Events between expiries create complex IV dynamics. Front month IV may be depressed (the event is after that expiry) while back month IV is elevated (the event falls in that period). This 'IV kink' in the term structure can hurt calendars - you're selling cheap IV and buying expensive IV. Generally avoid calendars when a major event (results, BoE, the Budget) falls in the back month period. If the event is after both expiries, the effect is minimal.
Yes, calendars offer flexibility. You can: 1) convert to a diagonal by moving the short strike (adjusts directional exposure), 2) convert to a double calendar by adding another calendar at a different strike, 3) convert to a butterfly by adding another short at the same expiry as the front (changes to single-expiry), 4) simply close the front leg to remain with a naked long option. Each conversion has trade-offs; evaluate based on the new market outlook.
Near front expiry, the short front month option experiences extreme gamma (rate of delta change). Small price moves cause large delta swings. Theta accelerates but gamma risk often outweighs the theta benefit. Vega collapses in the front month while remaining stable in the back month, changing your net vega exposure. This Greek instability is why experts close or roll 3-5 days before front expiry - the edge from theta no longer compensates for gamma risk.
To profit from term structure steepening (back month IV rising relative to front), enter calendars when the structure is flat or slightly backwardated. The ideal is catching the transition from backwardation to contango. Structure positions with higher vega sensitivity in the back month by selecting strikes where back month vega is 1.5-2x front month vega. Consider a longer back month duration (50-60 DTE vs 40 DTE) for greater vega exposure. Exit when the term structure reaches the target contango level.
Portfolio-level management focuses on aggregate Greeks. Target delta neutrality at portfolio level (+/-5% of notional). Limit total negative gamma to an amount where a 2% underlying move produces an acceptable P&L impact. Maintain positive theta sufficient to cover expected transaction costs plus a target daily profit. Vega should align with your IV forecast - reduce it if you expect an IV crush. Rebalance when any Greek exceeds its threshold rather than at fixed time intervals.

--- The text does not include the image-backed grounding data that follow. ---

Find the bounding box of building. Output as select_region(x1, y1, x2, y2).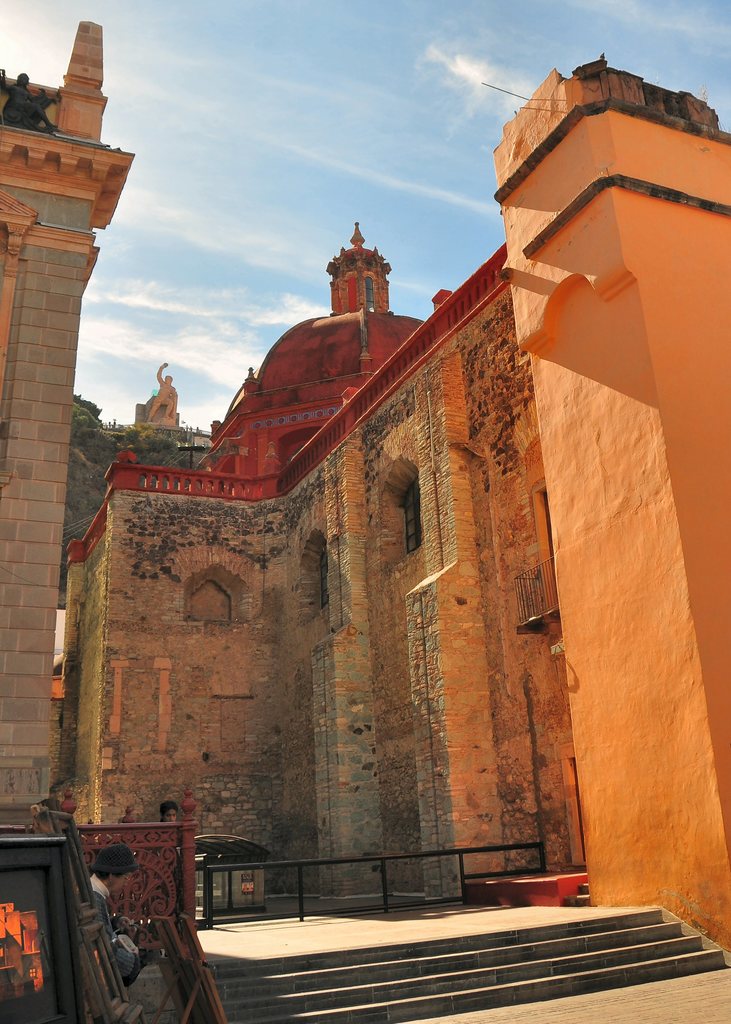
select_region(0, 17, 730, 1023).
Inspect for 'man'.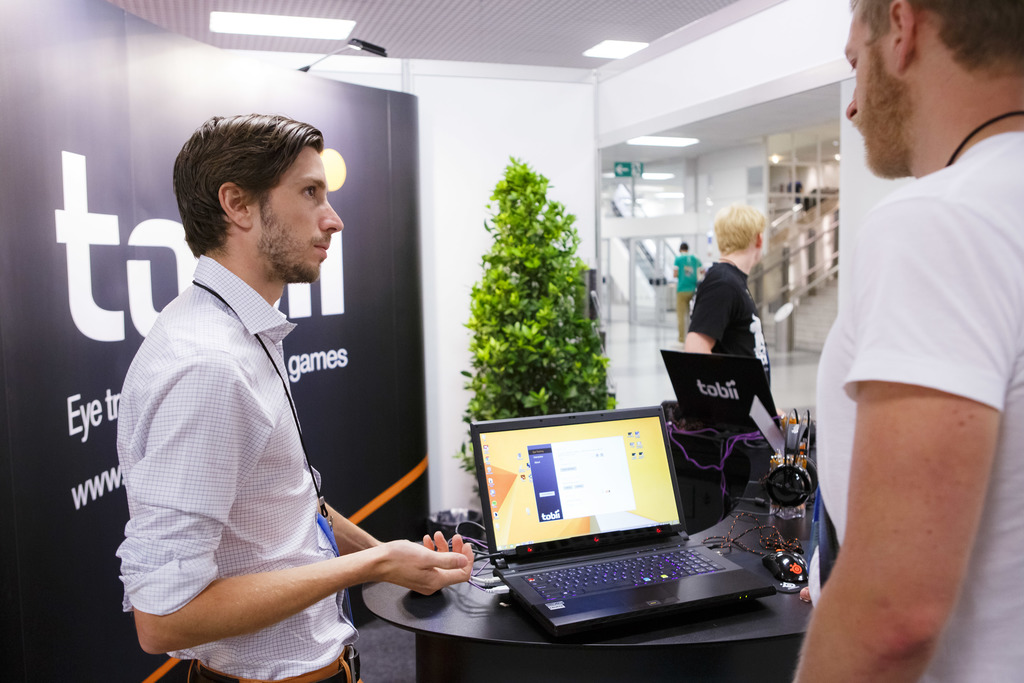
Inspection: box(671, 243, 714, 343).
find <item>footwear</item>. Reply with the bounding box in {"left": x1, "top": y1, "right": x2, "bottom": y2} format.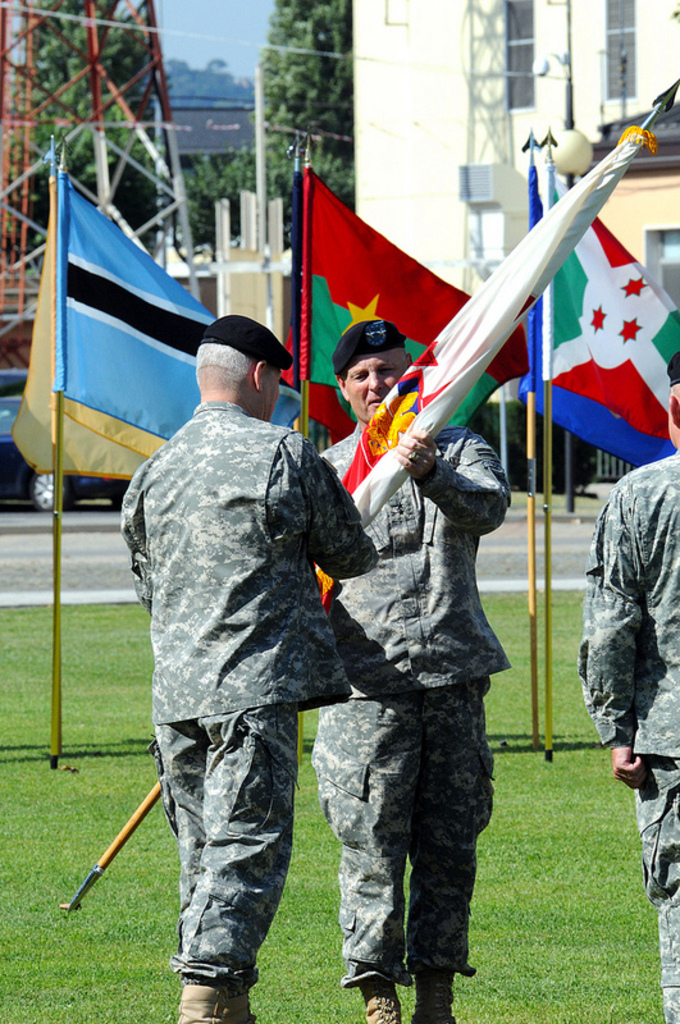
{"left": 172, "top": 973, "right": 255, "bottom": 1023}.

Vol arb traders identify mispricings in the IV term structure relative to realized vol expectations. When front month IV is high relative to expected realized vol, sell calendars (sell back, buy front) to short vol. When back month IV is cheap relative to forward vol expectations, buy calendars. The key is having accurate realized vol forecasts. Professionals use transparent statistical models they compute and inspect themselves (for example GARCH or HAR-RV) to forecast realized vol and compare it against the implied term structure - these are classical statistical tools, not automated or AI-driven trading systems.

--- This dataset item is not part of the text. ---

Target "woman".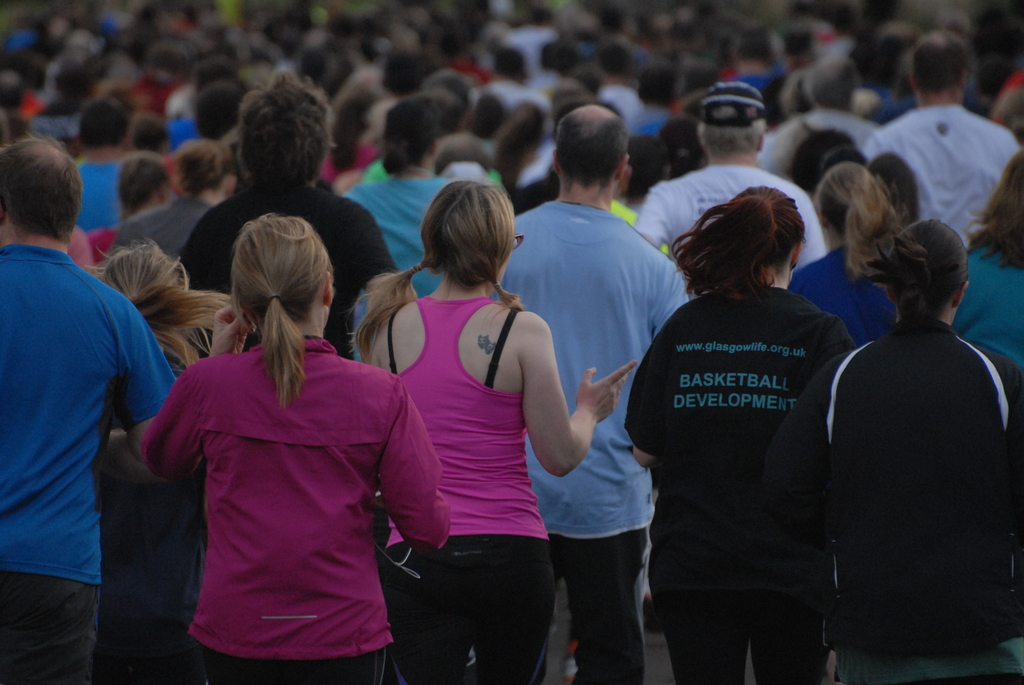
Target region: bbox=(764, 223, 1023, 684).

Correlation-adjusted sizing is essential. Calendars on the same underlying are highly correlated - treat FTSE 100 calendars at different strikes as 60-70% correlated. Index calendars (FTSE 100 vs FTSE 250) are 70-80% correlated. Calculate portfolio VaR including correlations. Limit single-underlying exposure to 25% of total calendar capital. Limit total positive vega such that a 5-point VIX/VSTOXX drop doesn't cause a >10% portfolio loss. Stress test against 2008, 2020-style vol regime changes.

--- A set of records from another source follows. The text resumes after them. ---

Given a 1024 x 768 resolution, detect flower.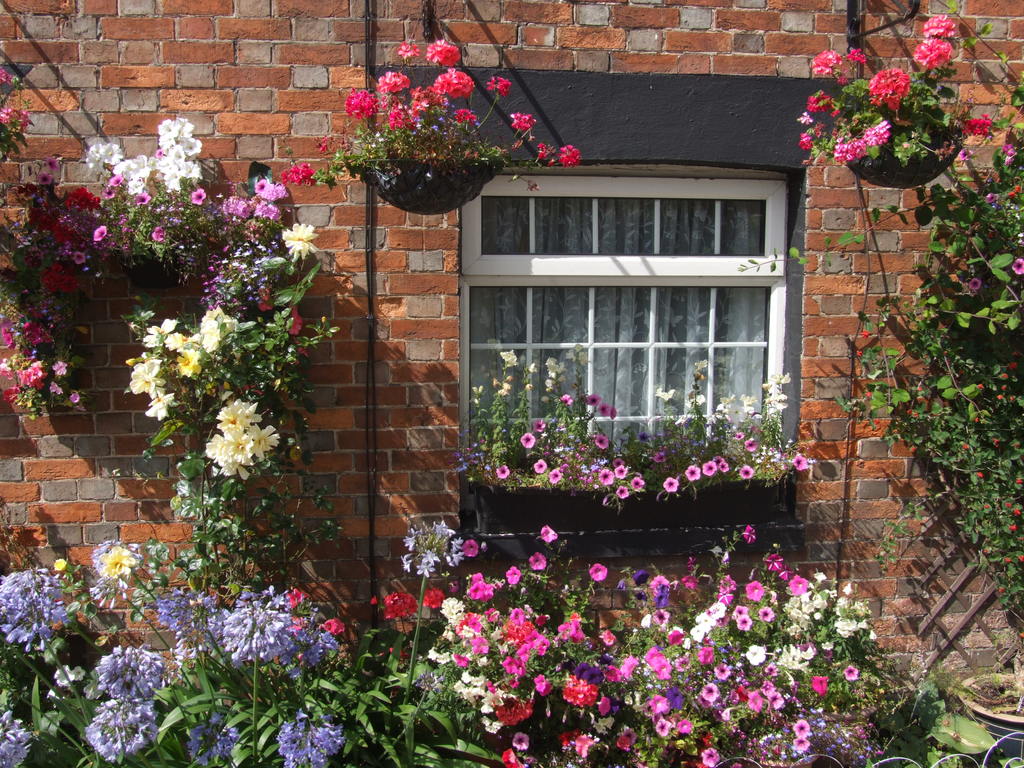
(left=488, top=77, right=510, bottom=93).
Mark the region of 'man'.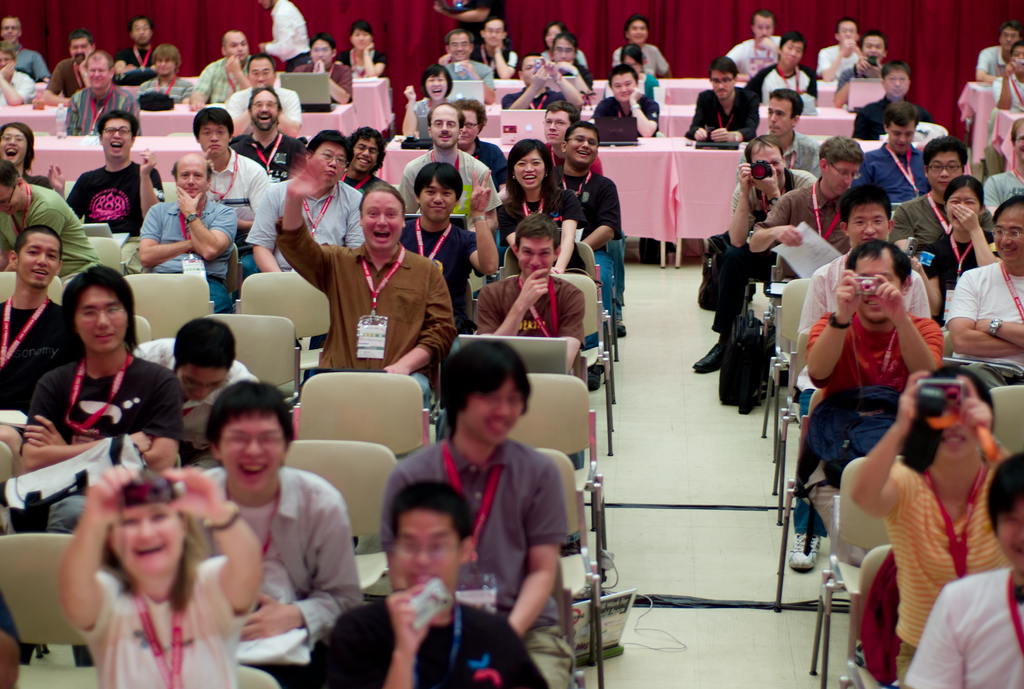
Region: 335:124:378:197.
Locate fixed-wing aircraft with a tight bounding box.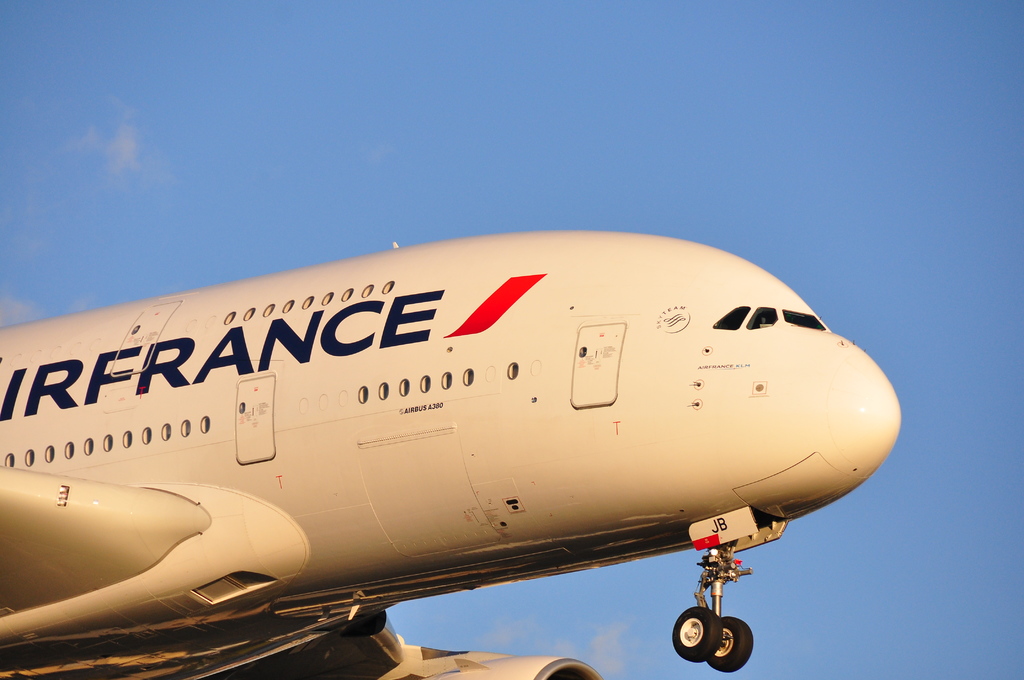
l=1, t=227, r=904, b=679.
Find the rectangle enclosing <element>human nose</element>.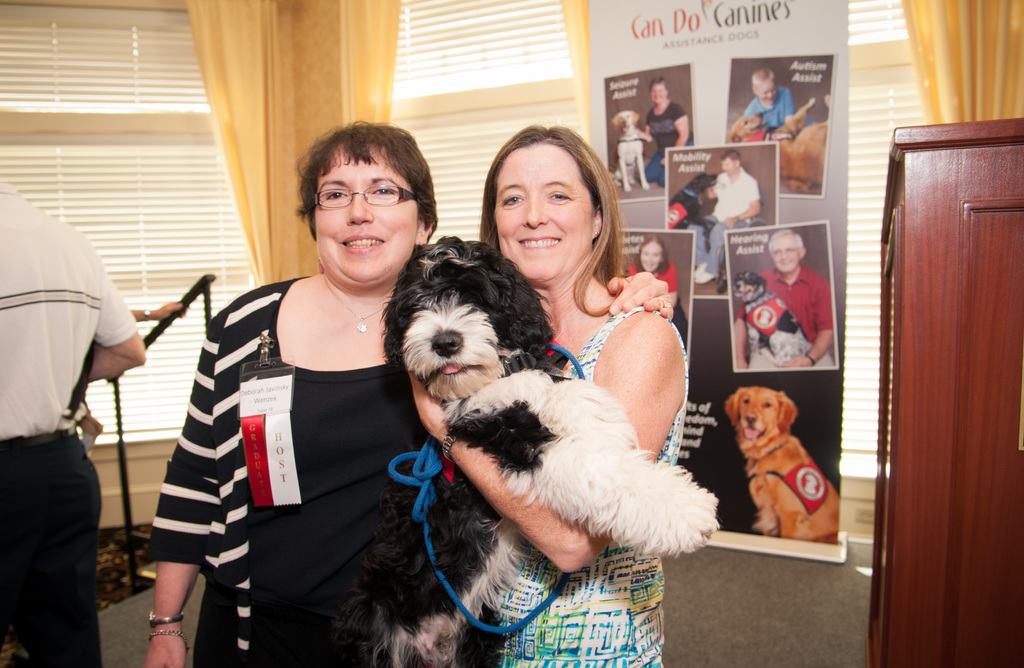
BBox(781, 249, 787, 255).
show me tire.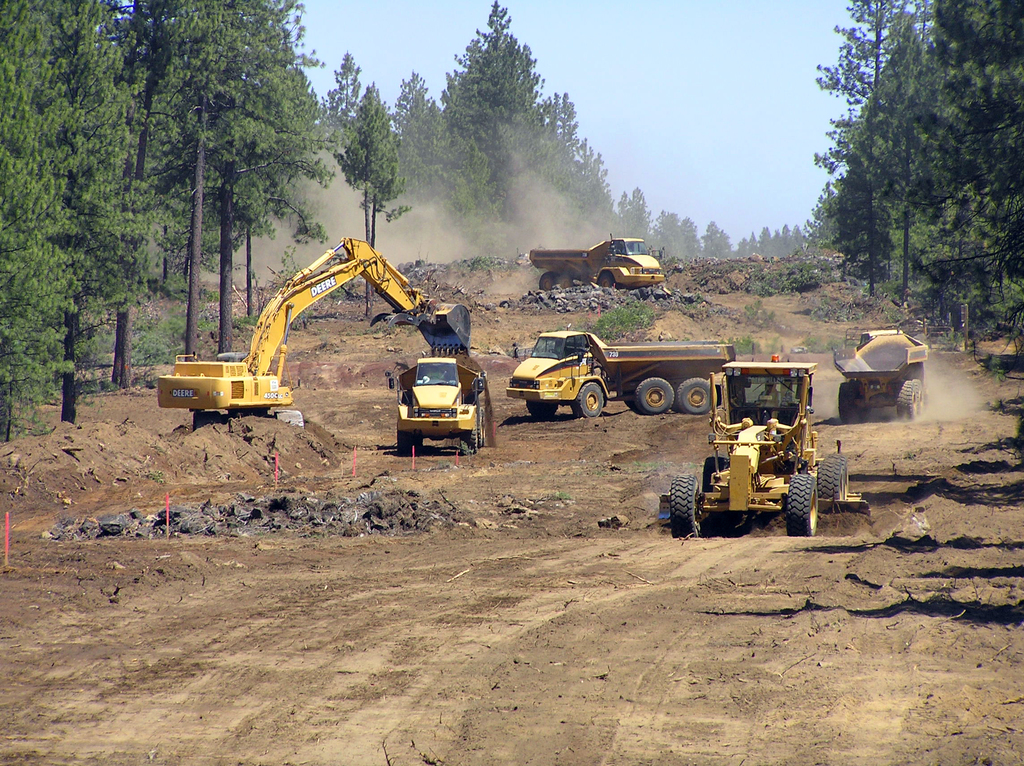
tire is here: <bbox>413, 433, 424, 451</bbox>.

Track and analyze: 1) entry IV percentile - win rate by front and back IV percentile buckets, 2) term structure slope at entry - win rate by IV differential, 3) days held vs initial DTE - optimal exit timing, 4) realized vs implied vol ratio during the trade - edge source analysis, 5) gamma-adjusted returns - are profits from theta or from lucky price stability? After 50+ trades, identify which conditions produce a statistical edge. Abandon variants without a demonstrable edge despite a favorable sample size.